In his film “America, America,” loosely based on the life of
his uncle, filmmaker Elia Kazan puts his thumb squarely on the very pulse of
immigrants, not only the Greeks in Turkish Anatolia fleeing oppression, but all
immigrants, whatever their point of origin.
To the “oppressed and huddled masses” seeking to pass
through the golden door of Lady Liberty, the America of Kazan’s uncle was less
a nation than an emotive idea.
What idea?
In introducing Malvi Lennon of Windsor to a gathering that
had come together in West Simsbury to support her candidacy as a Republicancandidate for the Connecticut State Senate in the 2nd District, former U.S. Representative
Rob Simmons, recently installed as the new Chairman of Connecticut’s Yankee
Institute, mentioned that the failed Bay of Pigs invasion of Cuba during the
administration of President John Kennedy remained fresh in his mind because one of his
supervisors at the CIA was among the first to land on the beach.
Mrs. Lennon was 6 years old when her father was swept up by
Communist dictator Fidel Castro’s storm troopers following the failed invasion.
He was, of course, interrogated, and following his prolonged interrogation, her
father returned to his house so frightfully altered that the young child shrank
from him and hid behind her mother.
There in her father’s pain, agony and humiliation, even a
little terrorized child might have sensed the emotive idea of America: In
America, the state, conceived as the servant of the people, did not intrude
itself at every opportunity between the citizen and his lawful ambitions. There
it was still possible for an energetic man or woman to leave to his children
the real time legacy of his sweat and tears.
Malvi arrived in the United States in 1968. Her mother, a pharmacist
by training who accepted a job in a factory, and her father, who found work in
a beverage distributorship, left all their belongings behind in Castro’s Cuba,
settling first in East Orange, New Jersey and later moving to Tampa Florida,
where Malvi attended High School and later Hillsborough Community College.
She began her career in insurance with Aetna, moving to
Connecticut as a claims adjuster for numerous municipalities and agencies as a
part of her responsibilities with the Connecticut Inter-Local Risk Management
Agency, there acquiring intimate knowledge of the relevant local, state, and
federal regulations, working closely with individuals at all levels of the
public sector.
In 2005, a little more than three decades after her father
and mother left Cuba behind, Malvi finally accomplished her lifelong dream of
owning her own business, the Lennon Claim Services, which she now operates with
her husband Robert.
The weight of her life experience has convinced her that the
key to prosperity in Connecticut and the United States is to be found in the
increasingly rare and unique freedoms made possible by American democracy and
free enterprise. Unlike other American citizens whose fathers and mothers have
not felt on their flesh the lash of socialist deprivation, Malvi, should she be
successful in her campaign, will bring into office with her a vital background of
dreams fulfilled and a real understanding of life beyond the parameters of that
emotive idea that for decades has drawn immigrants to America.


» WHAT NEEDS TO BE DONE
Gather each line of the records where "Jones" appears.

Records from a collection of figures:
★ ★ ★ ★ ★
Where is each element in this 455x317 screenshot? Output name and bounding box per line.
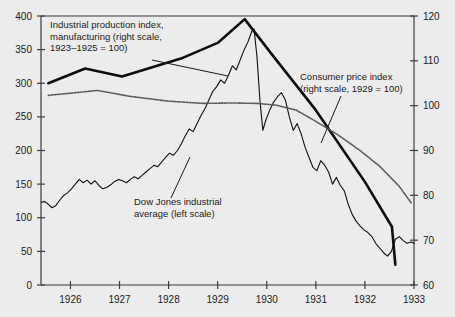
left-axis-tick-label: 300	[15, 78, 32, 89]
annotation-line: manufacturing (right scale,	[50, 31, 162, 42]
annotation-line: Consumer price index	[300, 71, 393, 82]
left-axis-tick-label: 350	[15, 44, 32, 55]
annotation-line: (right scale, 1929 = 100)	[300, 83, 403, 94]
annotation-line: Industrial production index,	[50, 19, 164, 30]
economic-indicators-line-chart: 050100150200250300350400 607080901001101…	[0, 0, 455, 317]
right-axis-tick-label: 90	[423, 145, 435, 156]
right-axis-tick-label: 110	[423, 55, 439, 66]
right-axis-tick-label: 70	[423, 235, 435, 246]
x-axis-tick-label: 1932	[354, 294, 377, 305]
x-axis-tick-label: 1933	[403, 294, 426, 305]
left-axis-tick-label: 100	[15, 212, 32, 223]
right-axis-tick-label: 100	[423, 100, 440, 111]
annotation-line: average (left scale)	[134, 208, 215, 219]
left-axis-tick-label: 50	[21, 246, 33, 257]
left-axis-tick-label: 0	[26, 280, 32, 291]
x-axis-tick-label: 1930	[256, 294, 279, 305]
left-axis-tick-label: 250	[15, 111, 32, 122]
right-axis-tick-label: 120	[423, 11, 440, 22]
x-axis-tick-label: 1927	[108, 294, 131, 305]
consumer-price-index-label: Consumer price index(right scale, 1929 =…	[300, 71, 403, 94]
dow-jones-label: Dow Jones industrialaverage (left scale)	[134, 196, 222, 219]
x-axis-tick-label: 1928	[157, 294, 180, 305]
right-axis-tick-label: 80	[423, 190, 435, 201]
left-axis-tick-label: 150	[15, 179, 32, 190]
annotation-line: Dow Jones industrial	[134, 196, 222, 207]
x-axis-tick-label: 1926	[59, 294, 82, 305]
x-axis-tick-label: 1929	[207, 294, 230, 305]
x-axis-tick-label: 1931	[305, 294, 328, 305]
left-axis-tick-label: 400	[15, 11, 32, 22]
right-axis-tick-label: 60	[423, 280, 435, 291]
annotation-line: 1923–1925 = 100)	[50, 42, 127, 53]
chart-container: 050100150200250300350400 607080901001101…	[0, 0, 455, 317]
left-axis-tick-label: 200	[15, 145, 32, 156]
★ ★ ★ ★ ★
» YOUR RESPONSE
dow-jones-label: Dow Jones industrialaverage (left scale)	[134, 196, 222, 219]
annotation-line: Dow Jones industrial	[134, 196, 222, 207]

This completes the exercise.